I kept my address brief, touching on education, our ballooning recession, and the need to strengthen our antiterror programs. “Today we are facing a moment unlike any other in the history of our state or nation,” I said. “We have witnessed in real time an attack that shattered our domestic tranquility and threatened us all. Our neighbors died. Our buildings fell. Not since the assassination of President John F. Kennedy thirty-eight years ago have we mourned so collectively as a nation, as a people.

“But in the wake of this horrendous attack, we have revealed our better angels. Police and emergency workers waded into Ground Zero searching for survivors. Families lit candles and prayed for neighbors they had never met, nor would ever know. Firemen climbed blazing stairwells and emerged at heaven's gate.

“Out of this catastrophe, we have come together. From Ground Zero, we have found common ground. We were reminded that what we do together as a community is as important as what we do one by one, or family by family. Our shared loss became our shared resolve.

“Today, our state faces a new set of challenges—the challenge of keeping our families and streets safe from further acts of terror and violence; the challenge of living within our means in the face of a national recession; and, our most important challenge, making our schools work so that we prepare our children for their future, for their challenges. These are difficult tasks. But we already have witnessed the key to their solution. If we come together as Americans—as New Jerseyans—in the same way we came together in the
wake of September eleventh, there is no challenge we cannot meet, no problem we cannot solve. We need only draw upon that spirit of community—upon that same sense of passion and resolve.

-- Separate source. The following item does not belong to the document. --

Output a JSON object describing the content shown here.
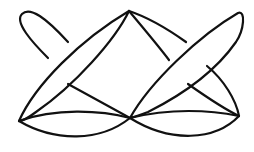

“So this is my call to action. In the days ahead, each citizen of New Jersey should demand more of me. That is your right. But you also must ask more of yourselves. That is your responsibility.”

Not for a minute did I feel unprepared for this challenge. With the grace of God and the inexhaustible intelligence of my loyal staff, I was certain we could march forward from the ashes of September 11—stronger than ever, embracing our diversity, proving the resilience of our great nation.

Overcome with the joy of the moment, I pulled my wife into a gentle kiss, igniting the crowd to cheers. We had arrived. Then, looking into the audience I spotted Virginia Jones, my kindergarten teacher.

“Hey, Mrs. Jones,” I called out, pushing past the state troopers guarding the stage. We embraced lovingly after so many years, as television cameras jockeyed around us.

“He's our future president,” she beamed.

 

THE LEARNING CURVE IN TRENTON WAS STEEP. FROM MY FIRST DAY
as governor, I made serious miscalculations with the press. I had expected to be able to work with them the way I always had in Woodbridge; the reporters from the
Home News Tribune
were generally apt to include our point of view in their stories, and I never felt we got a bad shake. There weren't many controversies in my ten years as mayor, but whenever one came up they gave me ample opportunity to explain my decisions. I also found, in those milder circles, that the quickest way to kill a controversy was to say nothing about it. Minor dustups got bigger only when I sunk my teeth into them defensively.